When certainty falls below that threshold, Meta does not block the ads.

Instead, it reportedly charges higher advertising rates to suspected scammers, effectively profiting from their activity while claiming to deter them.

The logic, according to the documents, was that increased costs might discourage rogue advertisers.

Monetising Risk: Profit Over Protection

Perhaps most striking is the company’s apparent calculation that cleaning up its advertising ecosystem too aggressively would hurt business performance.

Internal memos discuss “revenue guardrails” that limit how much income Meta can afford to lose from blocking scam ads. In early 2025, this cap was reportedly set at 0.15% of company revenue, around $135 million.

In practice, that means enforcement teams were instructed to tread carefully – to be “cautious,” as one internal manager put it – even when handling ads linked to clear consumer harm.

By contrast, documents also reveal that Meta expects to face up to $1 billion in regulatory fines for these same practices, a figure dwarfed by the billions it earns from high-risk ad placements every six months.

A Platform at the Heart of the Global Fraud Economy

Meta’s own researchers concluded that its platforms have become a pillar of the global online fraud economy, with a 2025 presentation estimating that Facebook, Instagram and WhatsApp were implicated in a third of all successful scams in the US.

In the UK, regulators found that Meta’s products were involved in over half of all payments-related scam losses in 2023, more than all other social media platforms combined.

By comparison, the company’s internal analysis found it is easier to advertise scams on Meta than on Google, a damning admission that undercuts years of corporate messaging about safety and integrity.

Zuckerberg’s Balancing Act: AI Growth Versus Integrity

Meta has promised to reduce the share of its revenue coming from scam and prohibited advertising, targeting a fall from 10.1% in 2024 to 7.3% by the end of 2025, and below 6% by 2027.

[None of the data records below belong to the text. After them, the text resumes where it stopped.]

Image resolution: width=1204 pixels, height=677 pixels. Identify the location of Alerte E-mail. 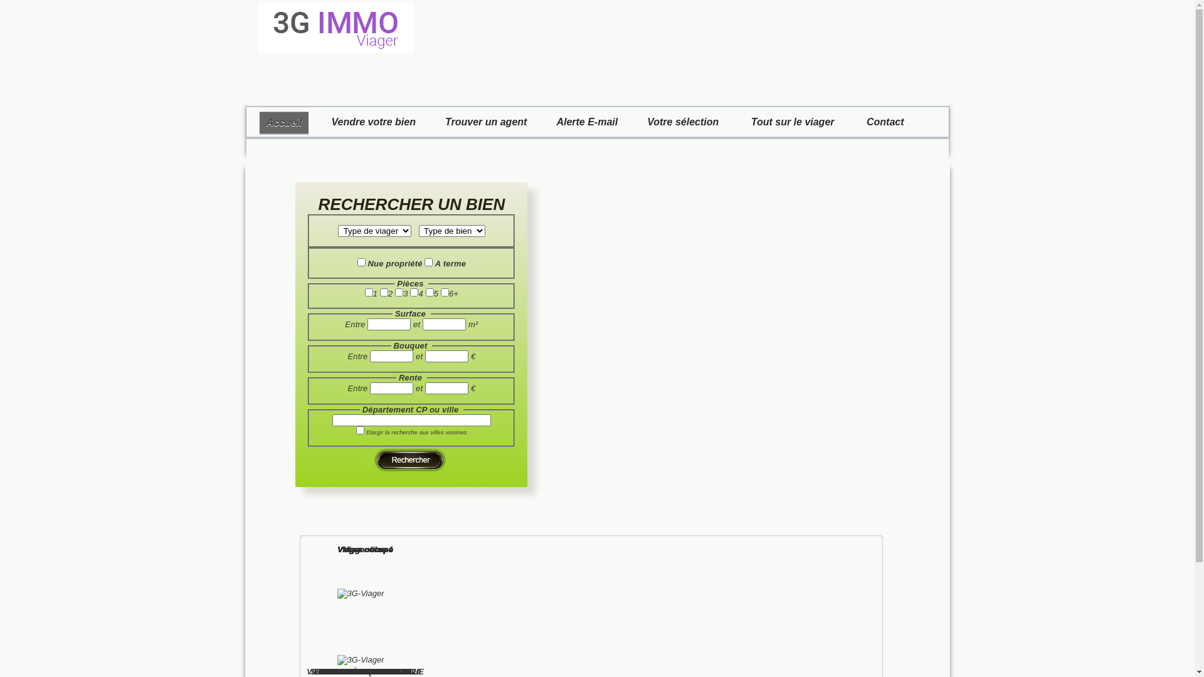
(587, 122).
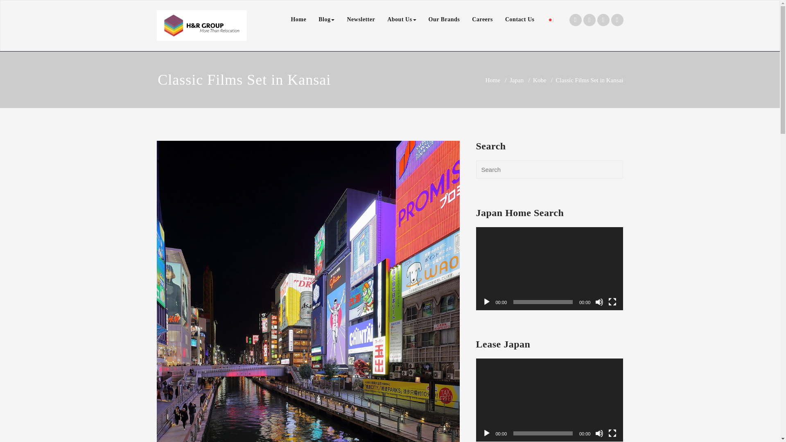 Image resolution: width=786 pixels, height=442 pixels. I want to click on Fullscreen, so click(612, 302).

But those same documents reveal a cautious approach – prioritising enforcement only in markets where regulators are poised to act.

Meanwhile, CEO Mark Zuckerberg continues to pour billions into artificial intelligence infrastructure, insisting that Meta’s ad revenue gives the company the “capital to do this.”

The contradiction is stark: Meta’s profitability depends on advertising, yet that very engine has been contaminated by fraud on a colossal scale.

The revelations raise pressing questions for regulators.

Just as Open Banking forced the financial sector to adopt tighter authentication and data transparency standards, the digital advertising industry may soon face similar demands.

If banks cannot profit from fraud, why should platforms?

Meta’s own figures show that the company has made progress, claiming to have cut scam ad reports by 58% over the past 18 months.

Yet as long as billions in revenue depend on deception, critics argue, the company’s incentives will remain misaligned with user protection.

The scam economy has found its most powerful enabler not on the dark web, but in the mainstream feed of modern social media.